Maybe every young girl doesn’t need a pony for Christmas. There are a lot of reasons why you shouldn’t have a horse, money and time being two of the biggest, but I want to talk about some amazing things that my favorite hobby has gifted me, and why I’m kind of glad I got a horse for Christmas all those years ago:
- How to manage money: The old joke is that you should buy your children horses because they’ll never have money for drugs, it’s true, but all jokes aside the horse taught me financial literacy and responsibility from a young age. They’re expensive pets, especially if something goes wrong or if you’re showing them. I’ve always been a bigger money saver than a lot of my friends, and that really started when I was 15. My parents told me that I was responsible for D’Artagnan’s vet bills. Which would have been fine if he didn’t get seriously hurt, but of course he did, and I emptied my savings account. My parents stepped in then, but it taught me that that savings account needed more in it in case of emergencies, and not just the equine kind.
- How to be patient: Bad habits take a long time to work out, riding ones are no different. Learning to deconstruct your riding, find the bad part, then put everything back together again without it is no easy task. It takes a long time and a lot of work. It gives you patience. So does dealing with an animal that is just as stubborn as you are. Horses get set in their ways too, and getting their bad habits fixed takes time and energy as well. There is a lot of slow work that needs to get done before you can move on to the exciting parts. Any trainer will tell you just how important slow work is.
- How to handle competition: It’s funny, but I became less competitive when I was racing as a child. It became more about competing with myself, my past times, my past rankings, and less about competing with my peers. This might not be true for everyone, some people are just competitive to their core, but what is true is that horseback is a game of give and take. If you want to place better, you have to give a lot of time and energy, and you know that all the other rides are giving it too. It gives you perspective on how to gauge your success and what to keep in mind when you’re going for the gold.
- How to work hard and be humble: Horses don’t just come with riding. They also come with some dirty work, and even if you are at a nicer barn and don’t pick your own stall, you will still find yourself rolling up your sleeves to get down and dirty with some unpleasant tasks. It’s one of my favorite things about horses, they’re livestock, and life with livestock isn’t always that glamorous. It requires energy on the rainiest days and the coldest days. It requires blood and other bodily fluids. I think that kind of honest work doesn’t just make you a harder and better worker, but I think it humbles you too. At the end of the day, you still smell like horse crap, so come off your high horse. If you don’t want to, horses have a way of humbling you themselves, sometimes the high horse can knock you right off onto your butt.
- How to face your fears and take charge: The phrase getting back on the horse doesn’t come from nowhere. Bad falls can really teach someone a thing or two about fear and not giving up, but that’s not the only thing to focus on when it comes to facing fears. Horses are a lot bigger than us, so we have to be the boss, all the time- always. It’s not for the faint of heart. Most people wouldn’t stand square in a charging horses way swinging a lead rope trying to get it to turn, but horse people will, because they’re supposed to answer to us, and for them to do that, they need to know we aren’t afraid of them, we need to know we aren’t afraid of them. Fear management is a useful skill across the board.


(TASK BRIEF) Output only the lines below that start at the line containing "Resolution: 1024px×768px. Locate" and end at the line containing "Resolution: 1024 x 768. Locate dolphin.", with both ends kept.

(SOURCE INFORMATION)
* * * * * * *

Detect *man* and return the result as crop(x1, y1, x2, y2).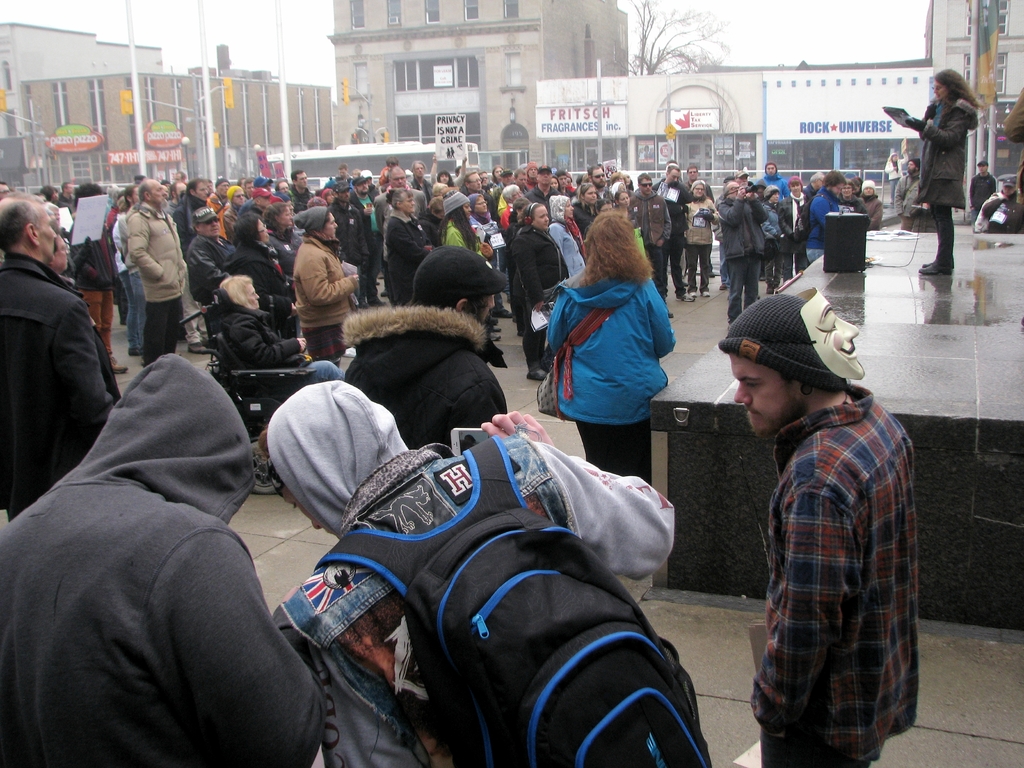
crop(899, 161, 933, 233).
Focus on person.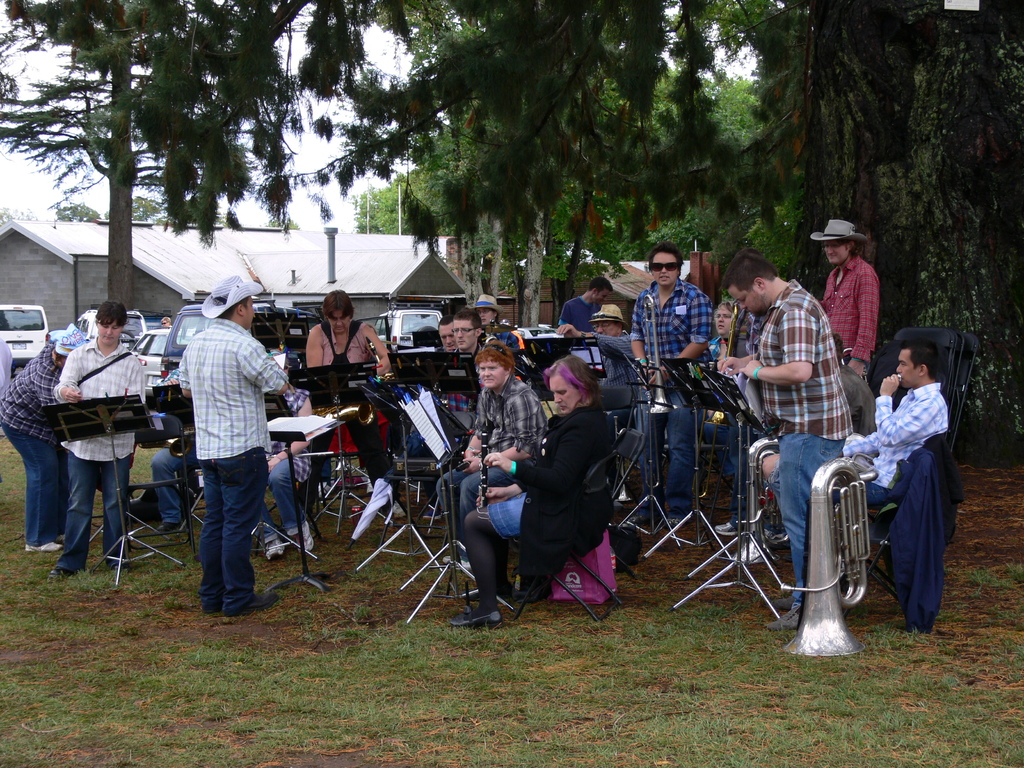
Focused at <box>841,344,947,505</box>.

* * * * * * *

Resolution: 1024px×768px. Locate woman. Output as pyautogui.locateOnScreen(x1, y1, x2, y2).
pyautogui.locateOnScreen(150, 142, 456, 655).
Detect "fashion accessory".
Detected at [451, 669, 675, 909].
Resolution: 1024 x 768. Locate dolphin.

* * * * * * *

(THE ANSWER)
Resolution: 1024px×768px. Locate woman. Output as pyautogui.locateOnScreen(x1, y1, x2, y2).
pyautogui.locateOnScreen(150, 142, 456, 655).
Detect "fashion accessory".
Detected at [451, 669, 675, 909].
Resolution: 1024 x 768. Locate dolphin.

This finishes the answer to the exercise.